About Us
A Brief Introduction
- May 8, 2020
- Posted by: Olga Werby
- Category: Supermarket Science Background
My partner and I developed science, math, and writing curriculum for kindergarten to about 8th grade. We own the copyright on all of it. I’m looking to make it all available online for free for parents to use. Because most households with kids have more than one kid — kids in different grades. If parents and their kids ALL have to work from home, it puts tremendous pressure on computing resources. Who’s has the priority to be on a computer? A parent to do work? A high schooler studying for his SATs? A third-grader? How can a limited resource be divided amicably? Well, our materials were designed to be downloaded and printed. Kids could do activities with pen and paper and perhaps submit images or movies of their projects to share with others online. If we can make the tech work, we have the materials!
How It All Began
My sons went to a local public elementary school in San Francisco. We could walk to school and most other students got there under their own power. Like other schools around the country, our neighborhood school has few resources to teach science, but for the years my kids were there, I’ve run a school-wide program called Supermarket Science that used local resources and parents’ help to introduce scientific concepts to kids from Kindergarten to fifth grade. Only those classrooms that we interested participated, but that still amounted to about 600 kids for some activities and over 1000 for others.
One year, I worked with two fifth grade classes (about 33 students per class). And these students were responsible for teaching their Science Buddies the concepts we covered in our sciences classes. Science Buddies were students from the same school but in lower grades. We had 10 science buddies classes from Kindergarten to third grades, each was assigned a group of science mentors from fifth grade. After a six week period of instruction and experimentation in fifth-grade classrooms, science buddies were treated to science fair type presentations with a focus on a particular topic. Not only did fifth graders learned complex scientific concepts, but they were responsible for teaching others what they knew. They wrote songs, created posters, set up experiments, and made costumes and plays for their buddies. While not all students performed at the same level, all without exception worked hard on creating science materials and teaching other students what they knew — they learned through teaching. At the end of the year, they received Supermarket Science Medals for their achievements in science education. But more importantly, they all learned a lot…and so did their parents. When parents get involved in education, everyone benefits. Adults who have never been exposed to the scientific method were grappling with new ideas just like their children. And everyone was doing it in the safety of a nurturing and fun educational environment.
The presentation by the Science Buddies not only introduced exciting science concepts to my 3rd grade students, but it inspired them to create their own science experiments.
— Lisa McLaughlin, 3rd grade elementary school teacher
It’s been over a decade now and we are in possession of about 100 activities that people could do with their children at home (or in schools when those are open again after the COVID-19 pandemic). Obviously, Science Buddies is now a company that is selling science fair projects. They have nothing to do with what we were doing. We developed the activities AND a system to integrate science into elementary school. Our Science Buddies were older students teaching an “adopted” lower grade class, very similar to Reading Buddies — older kids reading books to younger ones.
We believe that reading, writing, science, art, and math are just sides of the same tetrahedron — a 4-sided pyramid is composed of four sides and a base. You can teach reading as part of the science curriculum. You can learn math as you do art projects. And writing to clearly express your ideas is necessary for everything, including the internal dialog that we continuously practice during the day. Those who learn how to talk themselves through a problem, do well in life!
There is great treasure there behind our skull and this is true about all of us. This little treasure has great, great powers, and I would say we only have learnt a very, very small part of what it can do.
—Isaac Bashevis Singer
All of our materials use local resources — thus Supermarket Science name — and came with a complete set of instructions for parents and teachers. All of our projects are linked to the National Curriculum Standards. We use are cheap and easily available materials. All can work at many different levels — younger kids can do a little, older kids could turn these projects into reports or stories or science fair projects. Everyone is different. Everyone has different strengths and a different set of talents and skills. Our materials work for all. Download the ones that look like fun (or that are doable based on your current situation) and that correspond to the Common Core Curriculum you are trying to cover and have fun!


**Problem**
Each record below should be returned exactly, with its pictures left out.

Provided entries Start Marker

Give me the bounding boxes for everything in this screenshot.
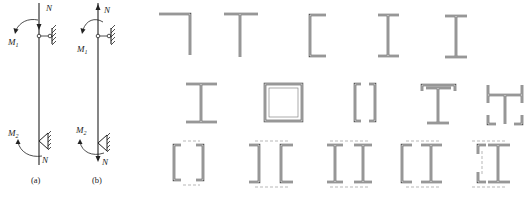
section-double-channel-facing: [355, 84, 375, 121]
section-channel: [310, 15, 326, 56]
section-double-channel-back-to-back: [249, 141, 293, 187]
section-double-channel-lattice: [174, 141, 203, 185]
force-arrow-icon: [96, 4, 101, 10]
column-a-top-moment-label: M1: [7, 37, 19, 48]
section-tee: [224, 14, 258, 57]
moment-arrow-icon: [16, 19, 38, 30]
column-b-top-force-label: N: [103, 5, 111, 15]
column-a-bottom-force-label: N: [41, 155, 49, 165]
moment-arrow-icon: [83, 20, 103, 30]
force-arrow-icon: [37, 24, 42, 30]
section-welded-i: [186, 84, 217, 122]
column-b-top-moment-label: M1: [76, 44, 88, 55]
section-double-i-lattice: [327, 141, 372, 187]
column-a-caption: (a): [31, 175, 41, 185]
section-i-beam: [378, 15, 399, 56]
section-channel-and-i-lattice: [402, 141, 442, 187]
section-i-beam-tapered: [445, 16, 467, 57]
pin-icon: [96, 34, 100, 38]
force-arrow-icon: [96, 156, 101, 162]
section-box: [265, 84, 302, 121]
section-i-with-channel-cap: [422, 85, 455, 123]
column-a-bottom-moment-label: M2: [7, 128, 19, 139]
column-a: N M1 M2 N (a): [7, 3, 56, 185]
pin-icon: [37, 34, 41, 38]
column-b-bottom-force-label: N: [101, 157, 109, 167]
section-angle-and-i-lattice: [472, 141, 510, 187]
column-a-top-force-label: N: [45, 3, 53, 13]
diagram-canvas: N M1 M2 N (a) N M1: [0, 0, 529, 197]
hinge-support-icon: [39, 133, 48, 149]
column-b: N M1 M2 N (b): [75, 3, 115, 185]
hinge-support-icon: [98, 135, 107, 151]
section-angle: [159, 14, 190, 55]
section-h-built-up: [488, 85, 522, 124]
column-b-bottom-moment-label: M2: [75, 125, 87, 136]
moment-arrow-icon: [18, 142, 42, 156]
column-b-caption: (b): [92, 175, 102, 185]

Provided entries End Marker

**Response for this exercise**
Give me the bounding boxes for everything in this screenshot.
section-double-channel-facing: [355, 84, 375, 121]
section-channel: [310, 15, 326, 56]
section-double-channel-back-to-back: [249, 141, 293, 187]
section-double-channel-lattice: [174, 141, 203, 185]
force-arrow-icon: [96, 4, 101, 10]
column-a-top-moment-label: M1: [7, 37, 19, 48]
section-tee: [224, 14, 258, 57]
moment-arrow-icon: [16, 19, 38, 30]
column-b-top-force-label: N: [103, 5, 111, 15]
column-a-bottom-force-label: N: [41, 155, 49, 165]
moment-arrow-icon: [83, 20, 103, 30]
force-arrow-icon: [37, 24, 42, 30]
section-welded-i: [186, 84, 217, 122]
column-b-top-moment-label: M1: [76, 44, 88, 55]
section-double-i-lattice: [327, 141, 372, 187]
column-a-caption: (a): [31, 175, 41, 185]
section-i-beam: [378, 15, 399, 56]
section-channel-and-i-lattice: [402, 141, 442, 187]
section-i-beam-tapered: [445, 16, 467, 57]
pin-icon: [96, 34, 100, 38]
force-arrow-icon: [96, 156, 101, 162]
section-box: [265, 84, 302, 121]
section-i-with-channel-cap: [422, 85, 455, 123]
column-a-bottom-moment-label: M2: [7, 128, 19, 139]
column-a: N M1 M2 N (a): [7, 3, 56, 185]
pin-icon: [37, 34, 41, 38]
column-b-bottom-force-label: N: [101, 157, 109, 167]
section-angle-and-i-lattice: [472, 141, 510, 187]
column-a-top-force-label: N: [45, 3, 53, 13]
diagram-canvas: N M1 M2 N (a) N M1: [0, 0, 529, 197]
hinge-support-icon: [39, 133, 48, 149]
column-b: N M1 M2 N (b): [75, 3, 115, 185]
hinge-support-icon: [98, 135, 107, 151]
section-angle: [159, 14, 190, 55]
section-h-built-up: [488, 85, 522, 124]
column-b-bottom-moment-label: M2: [75, 125, 87, 136]
moment-arrow-icon: [18, 142, 42, 156]
column-b-caption: (b): [92, 175, 102, 185]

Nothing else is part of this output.